Friday, May 22, 2020

Should we use Cat5e or Cat6 cables for wiring CCTV cameras ?

PoE based IP cameras need a steady bandwidth of about 1 mbps per megapixel resolution in case of H.265+ and up to 5 times this in case older H.264/H.264+ cameras are used.  These cameras usually do motion triggered recording at the NVR only (as cameras do not have PIR sensors) by comparing frames. H.264+ is on its way out in these cameras and will be universally replaced by H.265 in a few years time and H.265 is remarkably efficient as resolution increases and bandwidth/storage does not grow linearly always as resolution increases.  

Whatever be the outcome of this predication, the fact remains that no IP camera need more than 100 mbps or fast ethernet bandwidth even for higher resolutions, and most not even 10 mbps. This is not expected to change in the near foreseeable future. Therefore, to support such bit rates only a cat 5/5e  twisted pair ethernet cable with 2-pairs are sufficient. Whereas a cat5e cable commonly available in market will have 4-pairs and support 100 mbps for 100m length, and a cat6 would do 1000 mbps for 100m length. Therefore its absolutely not required to use cat 6 cables for IP cameras and cat 5/5e is just good enough. You should skip cat 6/6a and save the extra premium for something else.

Generally conductors 1-2-3-6 (pairs) are used in an ethernet cable for IP cameras and power & data is sent on the same pairs by PoE switches (endspan devices - Mode A PoE). However some older NVRs and PoE injectors (mainly midspan devices - Mode B PoE, some or not all which are not fully 802.3af/at standard compliant) prefer to use the spare pairs (4-5-7-8) and this may cause problems of inter-working with some IP cameras and injectors/NVRs. It is also rare to find cables with 2 pairs and some cameras would not support 2-pair cables for PoE. Further in-depth analysis on this subject can be had from this URL.

Therefore  you may stick to regular 4-pair cat 5e of good quality . It will give you the added flexibility of splitting the Ethernet cable to support two cameras of one cable in future( as shown below), plus be generally compatible with most camera brands and models. 


However be careful and not use using cat5e cables in switch-switch links. These links may require more than 100 mbps throughput for upto 100m in case copper and Optical Fiber for longer runs and therefore cat 6/6a or OFC is a better fit and can support speed such as 1 gbps., 2.5 gbps, 5 Gbps and 10 Gbps. cat 5e can support 1000 mbps for upto 33m only or very short lengths.

DISCLAIMER: Exception to the above assertion is deployment of cameras in very high EMF requirements (we haven't found one in a residential complex setup), where the headroom of Cat 6 and cat 6A is higher (23 AWG/250Mhz and 22AWG/500 Mhz respectively compared to 24AWG/100 Mhz of Cat 5e) makes it a better choice at the expense of more cable weight, cable stiffness and diameter, installation difficulty, etc.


### Goal of the exercise
Gather all lines from the material that contain "prime".

### Data for the task
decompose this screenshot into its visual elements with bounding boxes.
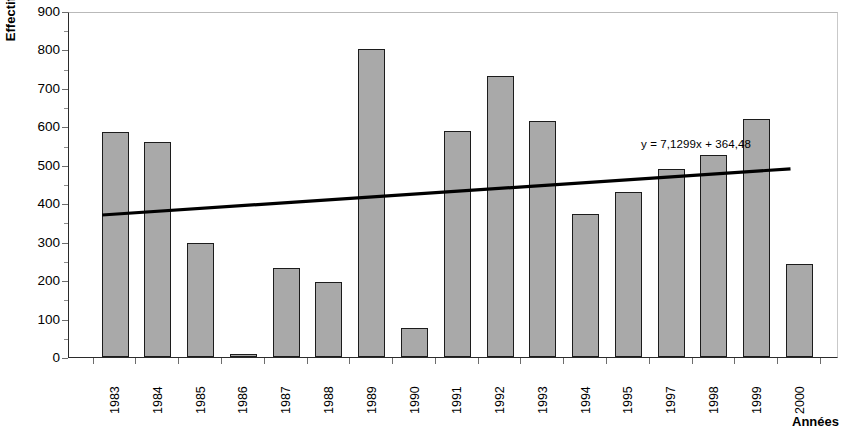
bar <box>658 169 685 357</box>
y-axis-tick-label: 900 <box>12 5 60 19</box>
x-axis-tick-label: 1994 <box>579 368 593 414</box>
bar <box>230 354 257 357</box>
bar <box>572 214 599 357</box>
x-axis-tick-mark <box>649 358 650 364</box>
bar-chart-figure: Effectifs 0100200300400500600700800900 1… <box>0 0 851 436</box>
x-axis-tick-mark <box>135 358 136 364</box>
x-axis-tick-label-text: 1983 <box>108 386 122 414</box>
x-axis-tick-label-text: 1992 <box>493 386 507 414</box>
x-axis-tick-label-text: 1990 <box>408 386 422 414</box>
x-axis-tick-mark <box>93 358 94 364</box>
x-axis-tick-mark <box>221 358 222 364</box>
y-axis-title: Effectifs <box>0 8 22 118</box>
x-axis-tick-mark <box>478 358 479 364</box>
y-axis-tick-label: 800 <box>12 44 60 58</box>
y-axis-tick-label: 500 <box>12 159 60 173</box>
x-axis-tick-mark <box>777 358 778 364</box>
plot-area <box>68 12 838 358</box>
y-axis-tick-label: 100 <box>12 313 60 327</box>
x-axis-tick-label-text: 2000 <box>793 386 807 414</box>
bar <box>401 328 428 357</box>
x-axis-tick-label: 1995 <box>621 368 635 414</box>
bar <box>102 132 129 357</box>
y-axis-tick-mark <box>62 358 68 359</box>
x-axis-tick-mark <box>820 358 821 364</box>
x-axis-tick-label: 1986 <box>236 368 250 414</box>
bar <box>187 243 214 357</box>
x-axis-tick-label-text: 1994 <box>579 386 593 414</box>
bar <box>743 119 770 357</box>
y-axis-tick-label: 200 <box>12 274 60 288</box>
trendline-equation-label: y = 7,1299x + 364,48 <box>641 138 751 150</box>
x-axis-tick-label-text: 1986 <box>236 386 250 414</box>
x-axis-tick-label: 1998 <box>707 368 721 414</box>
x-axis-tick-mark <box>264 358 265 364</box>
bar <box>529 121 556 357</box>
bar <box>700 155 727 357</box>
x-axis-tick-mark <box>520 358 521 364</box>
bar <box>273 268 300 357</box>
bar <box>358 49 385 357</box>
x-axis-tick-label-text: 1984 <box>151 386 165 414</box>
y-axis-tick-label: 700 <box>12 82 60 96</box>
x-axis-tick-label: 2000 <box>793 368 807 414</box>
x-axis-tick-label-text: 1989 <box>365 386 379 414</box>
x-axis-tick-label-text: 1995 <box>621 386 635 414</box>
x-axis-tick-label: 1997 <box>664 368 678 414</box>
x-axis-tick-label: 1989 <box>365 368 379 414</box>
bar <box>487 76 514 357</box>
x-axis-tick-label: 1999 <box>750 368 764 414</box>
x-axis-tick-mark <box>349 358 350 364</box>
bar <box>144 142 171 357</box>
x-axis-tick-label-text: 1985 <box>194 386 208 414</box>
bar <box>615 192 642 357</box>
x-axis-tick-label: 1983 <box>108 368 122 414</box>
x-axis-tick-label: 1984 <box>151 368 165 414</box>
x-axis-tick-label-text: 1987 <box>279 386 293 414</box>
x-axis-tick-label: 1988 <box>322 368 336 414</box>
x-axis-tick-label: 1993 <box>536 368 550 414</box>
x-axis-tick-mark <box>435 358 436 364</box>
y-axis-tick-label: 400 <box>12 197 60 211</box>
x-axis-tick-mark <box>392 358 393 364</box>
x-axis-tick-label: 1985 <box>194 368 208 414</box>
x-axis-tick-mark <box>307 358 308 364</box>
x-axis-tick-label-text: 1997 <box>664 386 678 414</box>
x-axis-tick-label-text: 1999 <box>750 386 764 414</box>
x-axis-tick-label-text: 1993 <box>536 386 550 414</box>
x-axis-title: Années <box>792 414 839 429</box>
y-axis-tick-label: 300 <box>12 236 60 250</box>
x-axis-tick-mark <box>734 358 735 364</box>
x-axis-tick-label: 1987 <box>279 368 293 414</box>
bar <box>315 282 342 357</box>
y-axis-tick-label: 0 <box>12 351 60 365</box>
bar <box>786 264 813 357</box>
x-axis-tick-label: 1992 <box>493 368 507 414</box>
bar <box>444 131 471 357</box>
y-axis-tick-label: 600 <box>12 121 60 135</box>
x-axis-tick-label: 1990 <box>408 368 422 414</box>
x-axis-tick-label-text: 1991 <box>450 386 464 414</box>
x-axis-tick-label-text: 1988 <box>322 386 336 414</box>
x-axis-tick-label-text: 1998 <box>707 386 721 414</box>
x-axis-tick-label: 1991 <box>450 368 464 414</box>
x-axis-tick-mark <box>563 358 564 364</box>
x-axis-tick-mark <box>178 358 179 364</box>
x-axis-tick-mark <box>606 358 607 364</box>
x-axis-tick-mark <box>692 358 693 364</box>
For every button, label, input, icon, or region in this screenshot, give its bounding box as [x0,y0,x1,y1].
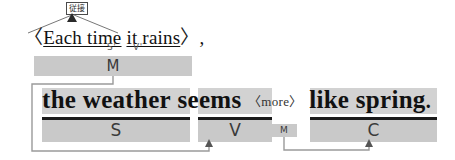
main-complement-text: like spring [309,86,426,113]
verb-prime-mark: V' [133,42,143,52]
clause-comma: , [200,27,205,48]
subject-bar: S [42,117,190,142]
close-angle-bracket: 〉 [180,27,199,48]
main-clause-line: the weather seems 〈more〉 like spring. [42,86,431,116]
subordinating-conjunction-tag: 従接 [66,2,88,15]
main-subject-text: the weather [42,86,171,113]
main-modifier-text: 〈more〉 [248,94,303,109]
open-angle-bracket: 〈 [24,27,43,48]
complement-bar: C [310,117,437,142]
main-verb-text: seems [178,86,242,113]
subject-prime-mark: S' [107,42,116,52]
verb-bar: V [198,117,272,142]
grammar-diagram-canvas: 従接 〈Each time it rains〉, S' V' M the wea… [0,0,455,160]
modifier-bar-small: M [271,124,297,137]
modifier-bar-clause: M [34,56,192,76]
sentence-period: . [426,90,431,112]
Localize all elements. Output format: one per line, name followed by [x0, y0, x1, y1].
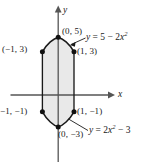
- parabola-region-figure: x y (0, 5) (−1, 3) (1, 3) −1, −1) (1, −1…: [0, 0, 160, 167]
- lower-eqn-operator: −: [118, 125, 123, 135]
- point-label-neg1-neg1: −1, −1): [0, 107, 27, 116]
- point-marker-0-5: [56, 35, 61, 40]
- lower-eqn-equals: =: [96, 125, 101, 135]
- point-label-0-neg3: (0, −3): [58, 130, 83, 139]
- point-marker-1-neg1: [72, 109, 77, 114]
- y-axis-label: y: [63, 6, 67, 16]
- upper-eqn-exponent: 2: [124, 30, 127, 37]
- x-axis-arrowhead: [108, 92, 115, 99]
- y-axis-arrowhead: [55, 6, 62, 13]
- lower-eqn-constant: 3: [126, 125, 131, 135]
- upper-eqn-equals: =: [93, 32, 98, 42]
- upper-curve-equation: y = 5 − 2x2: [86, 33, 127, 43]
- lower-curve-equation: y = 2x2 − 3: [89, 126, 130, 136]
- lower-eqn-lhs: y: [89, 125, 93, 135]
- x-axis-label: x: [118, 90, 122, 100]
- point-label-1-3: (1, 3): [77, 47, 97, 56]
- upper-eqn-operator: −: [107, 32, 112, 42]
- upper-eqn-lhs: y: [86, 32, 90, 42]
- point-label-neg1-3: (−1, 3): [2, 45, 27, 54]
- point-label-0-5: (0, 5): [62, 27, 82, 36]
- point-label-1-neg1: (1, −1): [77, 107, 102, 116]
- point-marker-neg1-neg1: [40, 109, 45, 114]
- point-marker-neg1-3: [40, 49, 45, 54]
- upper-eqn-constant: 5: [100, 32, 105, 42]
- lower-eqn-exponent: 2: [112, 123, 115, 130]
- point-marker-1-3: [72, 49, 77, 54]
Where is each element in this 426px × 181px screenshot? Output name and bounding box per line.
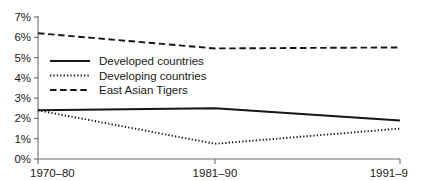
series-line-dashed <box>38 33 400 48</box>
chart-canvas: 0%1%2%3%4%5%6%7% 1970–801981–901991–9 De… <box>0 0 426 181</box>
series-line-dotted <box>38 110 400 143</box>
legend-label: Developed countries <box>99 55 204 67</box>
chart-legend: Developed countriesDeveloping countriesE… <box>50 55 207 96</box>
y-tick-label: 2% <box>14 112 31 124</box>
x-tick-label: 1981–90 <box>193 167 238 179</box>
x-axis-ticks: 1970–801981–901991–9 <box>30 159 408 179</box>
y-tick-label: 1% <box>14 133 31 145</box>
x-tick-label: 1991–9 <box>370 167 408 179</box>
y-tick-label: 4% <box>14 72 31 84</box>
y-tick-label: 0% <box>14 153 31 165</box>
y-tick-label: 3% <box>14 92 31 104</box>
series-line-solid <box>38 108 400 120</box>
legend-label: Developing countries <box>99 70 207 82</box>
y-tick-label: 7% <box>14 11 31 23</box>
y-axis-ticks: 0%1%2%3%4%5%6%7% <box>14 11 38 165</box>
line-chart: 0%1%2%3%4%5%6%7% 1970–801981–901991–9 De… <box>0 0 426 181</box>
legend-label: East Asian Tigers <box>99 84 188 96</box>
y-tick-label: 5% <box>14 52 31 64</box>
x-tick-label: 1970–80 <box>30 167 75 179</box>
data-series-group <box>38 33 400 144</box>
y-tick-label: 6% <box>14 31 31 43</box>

### Answer below
verb-prime-mark: V' [133,42,143,52]
subject-prime-mark: S' [107,42,116,52]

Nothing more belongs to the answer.